Perhaps the takeover hasn’t helped, given that it has effectively left the club £90m worse off, with interest to pay. Maybe Dyche has lost a little interest, worrying for the first time that his reputation may be hampered, rather than enhanced, by Burnley’s form. Or perhaps the arrival of Cornet has been double-edged. Cornet has scored almost 40 per cent of Burnley’s league goals but has he made Burnley a little more expansive and thus perhaps easier to break down.

All, some or none of that may be relevant, but we must also view Burnley’s recent decline in the wider focus of life in the Premier League for a non-elite club. Without the capability to spend £50m every summer or attract high-profile names, the structure of the team becomes the whole of the law. They are less likely to wriggle out of poor performances because they lack the individual magic to do so. Cornet is the exception to a general rule.

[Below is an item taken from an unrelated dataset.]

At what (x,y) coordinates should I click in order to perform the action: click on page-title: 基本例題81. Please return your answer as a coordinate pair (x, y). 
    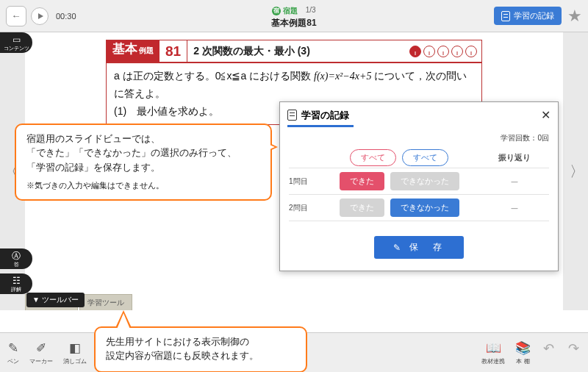
    Looking at the image, I should click on (294, 24).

In that context, the team only functions when every strand of it is functioning; when one strand fails – energy, desire, chance creation, finishing, your goalkeeper’s save percentage – it can taint every other element until the whole team looks weak. At clubs like Burnley, there is a natural ceiling (that they have cracked twice in recent years) but no natural floor. That is what attracted Dyche to this job, sated him during it and must be exhausting him now.

The economic mismatches within the Premier League do not bar well-run, highly functioning clubs from succeeding, even if success is now judged by whether you can finish in the top half. They also do not fully excuse Burnley’s form since the beginning of last year – Dyche would never pretend that.

But the vast – and growing – gap between haves and havenots removes the comfort blanket of sustainability. Just because Burnley were good one season does not mean that they will be good the next.

Burnley stand at a crossroads: new owners, new problems, a new fight for top-flight survival. The stereotypes have gone. Has Burnley’s raison d’etre gone with them?